Nature has once again decided that existing predator-prey relationships were simply not dramatic enough, and has produced a spider in the North Queensland rainforest that hunts its prey using what can only be described as a biological trebuchet.

Meet the newly described ballista spider — a creature that has apparently decided that if you’re going to have enemies, you should turn those enemies into your dinner using their own aggression against them. Its chosen victim? The green tree ant, an insect so notoriously ornery and combat-ready that most other predators take one look and quietly find somewhere else to be.

Not this spider. This spider built a catapult.

Researchers from Macquarie University, publishing their findings in Current Biology, discovered that the spider constructs an elaborate cone-shaped trap made of 15 to 60 bundled silk lines positioned near the ground. So far, so normal. Here’s where things get wonderfully unhinged: the spider then coats the trap with a chemical pheromone specifically designed to make green tree ants furious enough to bite it.

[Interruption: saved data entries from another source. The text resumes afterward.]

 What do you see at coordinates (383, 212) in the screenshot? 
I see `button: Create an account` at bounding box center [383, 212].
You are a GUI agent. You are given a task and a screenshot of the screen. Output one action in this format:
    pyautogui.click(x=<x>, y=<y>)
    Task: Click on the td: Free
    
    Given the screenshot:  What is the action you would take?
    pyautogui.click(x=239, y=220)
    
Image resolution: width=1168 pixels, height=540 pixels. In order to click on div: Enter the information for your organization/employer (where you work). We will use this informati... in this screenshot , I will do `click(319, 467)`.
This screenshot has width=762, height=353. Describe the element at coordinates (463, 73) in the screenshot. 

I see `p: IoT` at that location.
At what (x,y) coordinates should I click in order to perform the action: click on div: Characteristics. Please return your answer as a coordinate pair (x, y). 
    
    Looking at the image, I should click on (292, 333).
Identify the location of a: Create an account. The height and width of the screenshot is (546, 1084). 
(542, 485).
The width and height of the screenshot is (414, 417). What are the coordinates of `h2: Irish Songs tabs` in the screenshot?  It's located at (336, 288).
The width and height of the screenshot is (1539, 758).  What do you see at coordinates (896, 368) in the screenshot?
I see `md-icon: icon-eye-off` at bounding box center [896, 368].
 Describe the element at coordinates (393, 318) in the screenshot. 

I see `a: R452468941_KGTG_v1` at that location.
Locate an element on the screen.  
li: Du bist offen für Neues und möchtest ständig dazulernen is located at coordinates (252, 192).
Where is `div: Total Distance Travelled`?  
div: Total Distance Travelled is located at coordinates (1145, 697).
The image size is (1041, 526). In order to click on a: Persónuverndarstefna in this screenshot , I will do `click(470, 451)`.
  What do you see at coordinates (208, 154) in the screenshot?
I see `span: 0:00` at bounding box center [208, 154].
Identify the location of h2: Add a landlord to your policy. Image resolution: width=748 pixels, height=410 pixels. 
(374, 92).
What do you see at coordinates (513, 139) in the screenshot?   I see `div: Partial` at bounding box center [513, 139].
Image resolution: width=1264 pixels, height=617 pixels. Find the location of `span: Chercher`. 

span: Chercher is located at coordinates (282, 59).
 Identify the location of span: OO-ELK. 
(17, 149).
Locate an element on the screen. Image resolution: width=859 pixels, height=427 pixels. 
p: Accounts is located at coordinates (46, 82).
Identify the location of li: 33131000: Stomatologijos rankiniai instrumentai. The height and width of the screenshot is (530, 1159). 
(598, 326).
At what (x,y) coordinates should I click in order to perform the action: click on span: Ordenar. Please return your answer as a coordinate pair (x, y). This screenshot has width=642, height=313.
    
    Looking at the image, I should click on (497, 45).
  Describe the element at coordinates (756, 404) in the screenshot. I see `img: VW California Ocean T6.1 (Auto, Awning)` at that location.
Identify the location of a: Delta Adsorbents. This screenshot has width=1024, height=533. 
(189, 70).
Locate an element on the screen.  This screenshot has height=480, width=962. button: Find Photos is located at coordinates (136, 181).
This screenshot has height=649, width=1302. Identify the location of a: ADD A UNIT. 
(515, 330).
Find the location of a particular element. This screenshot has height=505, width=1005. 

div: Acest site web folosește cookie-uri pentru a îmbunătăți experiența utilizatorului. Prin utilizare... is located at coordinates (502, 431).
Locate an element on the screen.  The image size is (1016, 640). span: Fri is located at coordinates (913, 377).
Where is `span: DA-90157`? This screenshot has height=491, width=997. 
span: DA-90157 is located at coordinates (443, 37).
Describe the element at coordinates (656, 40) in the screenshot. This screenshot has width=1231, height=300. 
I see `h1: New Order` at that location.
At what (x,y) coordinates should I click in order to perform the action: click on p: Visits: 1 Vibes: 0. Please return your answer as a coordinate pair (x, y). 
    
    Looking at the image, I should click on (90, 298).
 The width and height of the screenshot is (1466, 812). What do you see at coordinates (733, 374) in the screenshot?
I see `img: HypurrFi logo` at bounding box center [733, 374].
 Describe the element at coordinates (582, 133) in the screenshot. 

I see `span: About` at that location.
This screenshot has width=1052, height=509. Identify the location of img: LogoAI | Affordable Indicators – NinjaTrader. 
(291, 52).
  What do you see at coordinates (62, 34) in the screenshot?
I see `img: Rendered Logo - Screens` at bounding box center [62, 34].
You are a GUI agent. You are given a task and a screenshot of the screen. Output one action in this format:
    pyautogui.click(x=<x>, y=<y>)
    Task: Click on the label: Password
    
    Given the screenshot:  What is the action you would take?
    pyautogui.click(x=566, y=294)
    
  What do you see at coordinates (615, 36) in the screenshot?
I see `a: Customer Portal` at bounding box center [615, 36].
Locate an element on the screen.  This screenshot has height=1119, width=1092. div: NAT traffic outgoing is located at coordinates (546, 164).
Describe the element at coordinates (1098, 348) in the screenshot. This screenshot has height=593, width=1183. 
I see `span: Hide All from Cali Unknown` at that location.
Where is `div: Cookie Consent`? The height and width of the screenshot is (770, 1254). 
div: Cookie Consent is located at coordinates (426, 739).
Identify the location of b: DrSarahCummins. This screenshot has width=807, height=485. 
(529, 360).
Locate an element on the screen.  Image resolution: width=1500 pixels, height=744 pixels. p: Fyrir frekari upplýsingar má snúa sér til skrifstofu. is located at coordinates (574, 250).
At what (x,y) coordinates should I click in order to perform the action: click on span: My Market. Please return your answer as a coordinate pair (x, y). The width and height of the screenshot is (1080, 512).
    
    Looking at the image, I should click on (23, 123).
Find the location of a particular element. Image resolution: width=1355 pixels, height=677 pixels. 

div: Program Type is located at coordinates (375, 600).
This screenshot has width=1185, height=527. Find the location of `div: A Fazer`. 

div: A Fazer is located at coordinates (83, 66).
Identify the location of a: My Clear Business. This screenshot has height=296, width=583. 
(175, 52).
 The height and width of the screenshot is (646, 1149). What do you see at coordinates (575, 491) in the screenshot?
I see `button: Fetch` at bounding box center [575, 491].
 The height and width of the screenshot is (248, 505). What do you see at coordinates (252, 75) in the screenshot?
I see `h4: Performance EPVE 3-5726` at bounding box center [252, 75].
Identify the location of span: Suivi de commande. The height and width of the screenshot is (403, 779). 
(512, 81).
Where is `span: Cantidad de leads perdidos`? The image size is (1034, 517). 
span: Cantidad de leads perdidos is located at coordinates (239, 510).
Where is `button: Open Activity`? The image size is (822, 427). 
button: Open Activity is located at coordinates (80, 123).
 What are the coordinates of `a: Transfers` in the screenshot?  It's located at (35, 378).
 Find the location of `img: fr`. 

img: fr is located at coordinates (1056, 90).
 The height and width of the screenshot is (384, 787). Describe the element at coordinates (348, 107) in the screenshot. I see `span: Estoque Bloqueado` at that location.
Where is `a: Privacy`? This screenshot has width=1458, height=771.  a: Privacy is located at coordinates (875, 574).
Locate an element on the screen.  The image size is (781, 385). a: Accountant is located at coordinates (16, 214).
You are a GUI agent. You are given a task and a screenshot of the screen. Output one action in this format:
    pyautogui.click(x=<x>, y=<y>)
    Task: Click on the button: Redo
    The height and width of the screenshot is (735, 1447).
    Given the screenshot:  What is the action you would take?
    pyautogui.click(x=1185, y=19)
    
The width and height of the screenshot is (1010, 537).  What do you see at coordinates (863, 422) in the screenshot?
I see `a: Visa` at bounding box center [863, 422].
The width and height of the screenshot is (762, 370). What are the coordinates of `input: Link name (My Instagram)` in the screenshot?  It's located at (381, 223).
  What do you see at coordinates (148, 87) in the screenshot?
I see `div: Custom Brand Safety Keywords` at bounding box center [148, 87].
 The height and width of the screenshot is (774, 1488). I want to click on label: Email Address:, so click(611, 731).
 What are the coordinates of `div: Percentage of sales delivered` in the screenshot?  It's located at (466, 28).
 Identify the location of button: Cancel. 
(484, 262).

The ant, blissfully unaware that its own outrage is the mechanism of its downfall, chomps down on the silk. The cone snaps taut like a loaded spring, and the ant is flung a full 30 centimeters through the air directly into the spider’s waiting web. The spider, meanwhile, has already retreated to a safe distance, essentially operating a ranged weapon.

This is, by any reasonable measure, the most elaborate lunch preparation strategy in the animal kingdom. The spider has essentially invented judo, a medieval siege weapon, and a lure all in one silken package — and it works exclusively on one species, suggesting this little architect has been perfecting this particular recipe for a very long time.

Nature: still finding new ways to be absolutely unhinged.